Bitcoin is at a point in valuation where a huge effort should be put into using formal verification: a bug can worth hundreds of billions of dollars. One problem is that it's already written in C++, which is a language with incredibly complex semantics for program verification (and now it's too hard to move away, so the C++ program has to be proven to be correct). The main blocker is what others have written as well: it's very hard to do the formal verification.
I agree, and there are efforts to develop formally verified implementations of Nakamoto consensus (which I'm involved in). We've published a paper a year ago about our efforts and first results and I'm currently extending that work for my Master's thesis. Others are also building on top of that work [3].
We're nowhere near having a verified Bitcoin implementation (much less verifying the existing C++ implementation), but we're making steady progress. One could reasonably expect having a verified, deployable implementation in 3-4 years if people continue working on it.
It remains to be seen whether people would switch to that from Core (very unlikely) or Core would adopt it as a component to replace its existing consensus code (interesting possibility, but also unlikely).
First you mention Nakamoto consensus, then you mention "existing consensus code". Are you including Bitcoin script when you say consensus? It seems like a huge task to formally model the whole consensus system, including OP_CODESEPARATOR. How would you replicate something like the BIP-0050 problem?
> Are you including Bitcoin script when you say consensus?
Currently, no. Our model considers "consensus" to be agreement on the ordering of transactions. We don't yet interpret the transactions.
However, agreement on the state follows directly provided nodes have a function (in the "functional programming" sense), call it `Process`, that returns the current state given the ordered list of transactions. If all nodes have the same the function, they will have the same state.
The BIP-0050 issue (in my understanding) is that different Bitcoin versions had different consensus rules, i.e. their `Process` functions were different. As far as I know, Bitcoin script is deterministic, so it should be possible to define it functionally. We haven't begun looking at this, though, and I don't know of anyone that has -- some people are working on verified implementations of the EVM, however.
> It seems like a huge task to formally model the whole consensus system, including OP_CODESEPARATOR.
It is a huge task, yes, but it can be done modularly such that reasoning about script interpretation can be almost entirely separated from reasoning about Nakamoto consensus. (This is a bit subtle, since the fork choice rule needs to check if blocks are valid, which relies on script interpretation.)
I don't really understand OP_CODESEPARATOR. As long as it is deterministic, it shouldn't be an issue.
It looks interesting, but I believe even verifying 100-200 lines in the real Bitcoin consensus code is more useful. All the Bitcoin Core developers know that the Bitcoin implementation is a mess, but they understood that it's just not going away. As for Bitcoin script, there's a plan to upgrade it to Simplicity (https://blockstream.com/simplicity.pdf), but even then, the old code will stay (there's a concensus that there won't be any hard forks for a long time unless it's really needed).
The last bug was in the caching code (a transaction could slip twice in a block which could lead to inflation), and it was something that only formal verification of inflation in the current code would catch.
My biggest worry is with digital signatures in the Bitcoin blockchain: if there's a bug in it, it's over, building trust again is extremely hard.
Almost 10 years ago on bitcoin dev IRC channel I was asking the devs to consider having the reference specification to be formally specified, so that all clients, are at least supposed / expected to comply with it. They were not interested...
The problem is that there's no such thing as a formal specification when running C++ code, and I believe Coq runs too slow to be practical. We have Rust now as an alternative language, but it's too late to rewrite the consensus code, so we have to work with legacy code.
Cardano's proof of stake model has stronger assumptions than proof-of-work (if it wouldn't be the case, and the authors could prove it, they could work on improving Bitcoin itself...but I think they preferred to make money).
New altcoins just don't solve the problem of increasing the security of Bitcoin. Schnorr signatures are are great example of not making the cryptographic assumptions stronger (actually making them weaker) while improving the scalability of the system.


- ACTION ITEM
The answer should be each line from the entries below that has the word "cognitive" in it.

- GIVEN RECORDS
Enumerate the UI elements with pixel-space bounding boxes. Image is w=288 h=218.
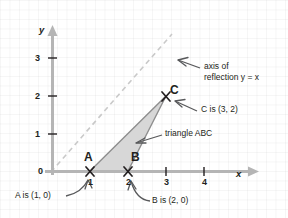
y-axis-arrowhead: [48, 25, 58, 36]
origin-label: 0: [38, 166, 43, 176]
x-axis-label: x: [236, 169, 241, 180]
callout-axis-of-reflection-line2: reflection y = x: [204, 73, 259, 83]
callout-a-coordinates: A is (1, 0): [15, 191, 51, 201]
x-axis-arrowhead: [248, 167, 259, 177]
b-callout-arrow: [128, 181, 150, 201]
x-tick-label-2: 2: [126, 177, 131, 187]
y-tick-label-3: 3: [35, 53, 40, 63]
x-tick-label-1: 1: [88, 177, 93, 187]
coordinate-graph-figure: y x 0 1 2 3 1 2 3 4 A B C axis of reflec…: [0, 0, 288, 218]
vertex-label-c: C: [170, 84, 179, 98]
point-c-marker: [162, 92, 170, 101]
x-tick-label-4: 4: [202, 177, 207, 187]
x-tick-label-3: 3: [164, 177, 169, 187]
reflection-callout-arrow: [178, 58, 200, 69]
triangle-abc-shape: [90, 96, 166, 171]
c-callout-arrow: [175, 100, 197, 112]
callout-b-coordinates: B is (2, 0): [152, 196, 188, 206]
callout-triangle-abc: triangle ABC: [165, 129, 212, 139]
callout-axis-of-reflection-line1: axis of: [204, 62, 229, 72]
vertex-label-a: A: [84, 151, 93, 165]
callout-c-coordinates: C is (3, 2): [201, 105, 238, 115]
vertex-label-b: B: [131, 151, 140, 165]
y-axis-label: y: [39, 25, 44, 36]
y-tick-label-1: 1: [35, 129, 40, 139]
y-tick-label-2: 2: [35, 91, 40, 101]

==

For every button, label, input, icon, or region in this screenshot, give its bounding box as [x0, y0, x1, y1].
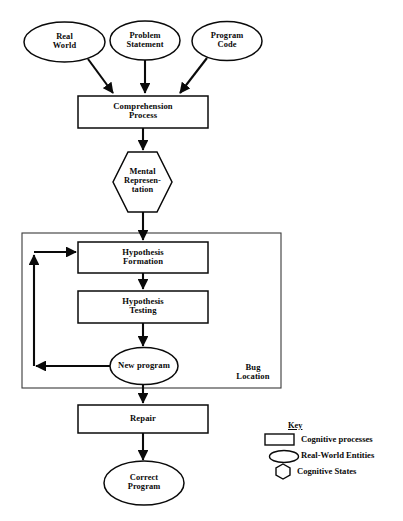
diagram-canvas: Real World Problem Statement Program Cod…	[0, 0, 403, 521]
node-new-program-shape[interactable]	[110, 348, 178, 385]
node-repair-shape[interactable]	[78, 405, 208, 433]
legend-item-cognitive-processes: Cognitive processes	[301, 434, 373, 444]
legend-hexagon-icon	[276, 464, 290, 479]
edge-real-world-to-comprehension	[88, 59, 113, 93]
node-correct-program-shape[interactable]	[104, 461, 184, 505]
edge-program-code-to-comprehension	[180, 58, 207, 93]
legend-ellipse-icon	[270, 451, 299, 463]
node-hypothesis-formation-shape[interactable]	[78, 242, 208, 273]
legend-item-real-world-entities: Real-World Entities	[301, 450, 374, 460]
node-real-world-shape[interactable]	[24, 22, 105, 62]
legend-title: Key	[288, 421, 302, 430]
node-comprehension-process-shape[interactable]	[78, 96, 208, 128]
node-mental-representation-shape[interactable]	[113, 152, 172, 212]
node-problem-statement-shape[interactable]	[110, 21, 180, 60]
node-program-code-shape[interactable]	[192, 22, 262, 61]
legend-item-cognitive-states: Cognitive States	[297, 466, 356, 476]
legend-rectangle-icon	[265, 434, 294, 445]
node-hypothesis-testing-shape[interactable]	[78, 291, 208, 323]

- PROBLEM SOLUTION
legend-item-cognitive-processes: Cognitive processes	[301, 434, 373, 444]
legend-item-cognitive-states: Cognitive States	[297, 466, 356, 476]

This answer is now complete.